Five wildcard moments worth remembering before MotoGP scraps the lot

Troy Bayliss

MotoGP’s Grand Prix Commission has confirmed that wildcard entries are being scrapped from 2027. Under the current concessions system, teams are ranked A to D based on points scored over a set period, with lower-ranked manufacturers getting fewer testing restrictions and more wildcard slots. From next season, that’s all going in the bin.

Before it does, here are five wildcard appearances that are worth your time.

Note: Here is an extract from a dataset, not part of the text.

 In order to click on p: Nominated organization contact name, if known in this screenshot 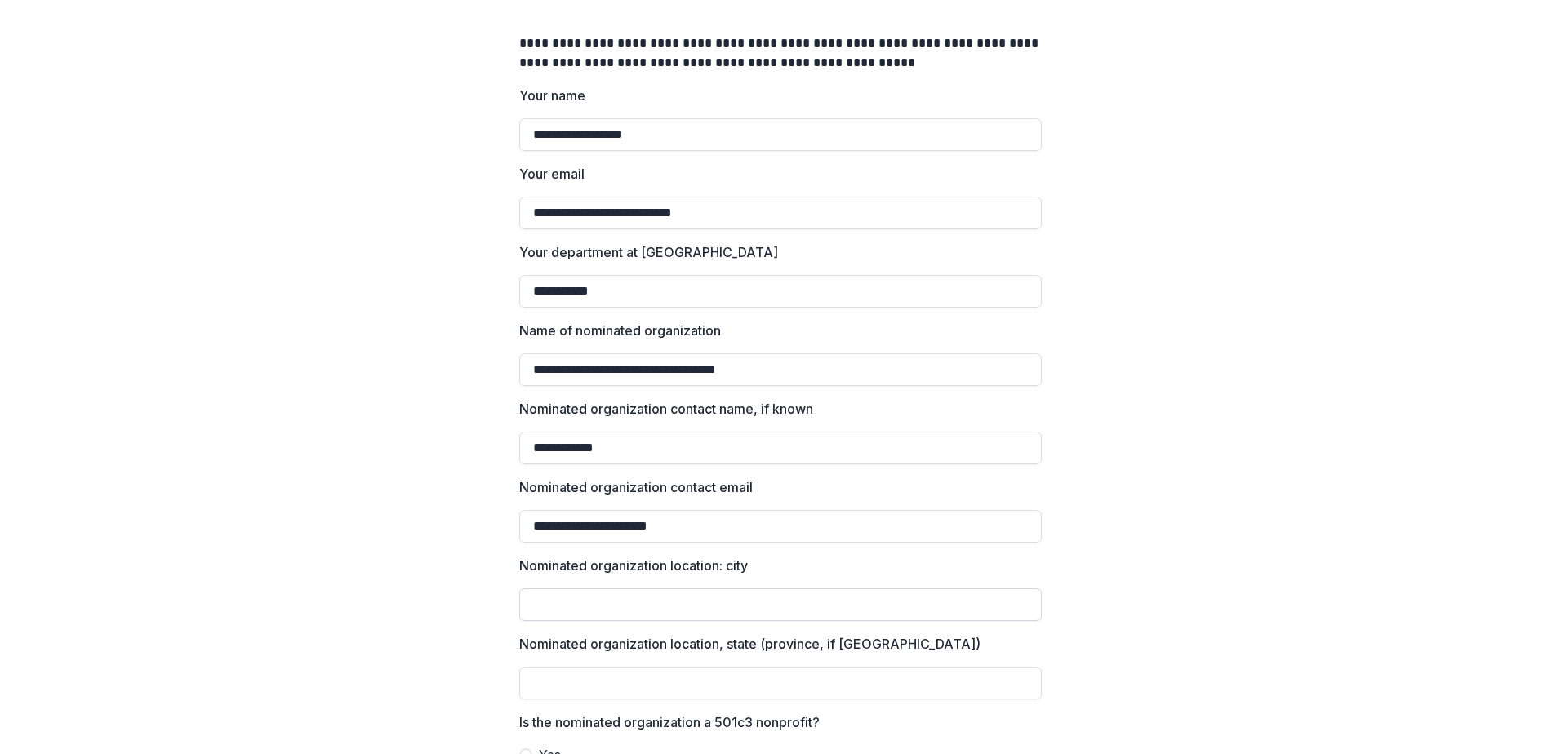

Katsuyuki Nakasuga – 2012 Valencia

The 2012 season finale in Valencia was the last race Casey Stoner ever started. It also happened to be the race a Yamaha test rider nobody was watching finished second. Nakasuga had made just one other appearance that season, started from 20th on the grid, and stayed out on slicks on a damp track when plenty of others would have blinked. He crossed the line more than 22 seconds clear of Stoner in third, behind only Dani Pedrosa. Not bad for a bloke most of the paddock had already written off before the lights went out.

Troy Bayliss – 2006 Valencia

Ducati needed someone to stand in for the injured Sete Gibernau at the 2006 season finale. They turned to Troy Bayliss — their World Superbike champion, a man who hadn’t touched a MotoGP bike in well over a year. He qualified second, then won the race ahead of Loris Capirossi and Nicky Hayden. Technically more injury cover than wildcard, but the result speaks for itself. A bloke fresh off a Superbike title campaign walks back into the premier class and wins. You can’t script that.

Akira Ryo – 2002 Suzuka

Valentino Rossi came to Suzuka to kickstart his 500cc title defence. He nearly had it made very uncomfortable indeed. Wildcard entry Akira Ryo shot from seventh to first on the opening lap and led for fifteen laps straight. Rossi finally got past on lap sixteen, Ryo nearly took it back on lap nineteen, and the pair scrapped the length of the race before Rossi eventually pulled clear to win by one and a half seconds. Ryo didn’t get the result, but he made one of the greatest riders of all time work properly hard for it on home soil.

Dani Pedrosa – 2023–2024, KTM

Pedrosa is already in the conversation for the best MotoGP rider never to win the premier class title. His wildcard outings for KTM only added to that reputation. A double P4 at Misano in 2023 – sprint and Grand Prix – was followed by a podium at the 2024 Jerez sprint. That third place came partly because Fabio Quartararo and several others collected tyre pressure penalties, but Pedrosa had to be there to benefit, and he was. At an age and stage in his career where most would’ve stayed in the test garage, he kept turning up and going quick.

Yamaha’s V4 – Misano 2025

This one isn’t about a result. It’s about a statement. Yamaha brought their new V4 engine to the 2025 San Marino Grand Prix with test rider Augusto Fernandez on board, and the whole exercise was about mileage rather than points. The bike reappeared at other rounds later in the year as Yamaha started laying the groundwork for their switch away from the inline-four. Results have been underwhelming so far, but with the move to 850cc engines coming, Yamaha needed the miles. The wildcard wasn’t the story – the engine underneath it was.

From 2027, none of this will be possible in the same way. Whether that’s progress or just tidier paperwork is another conversation entirely.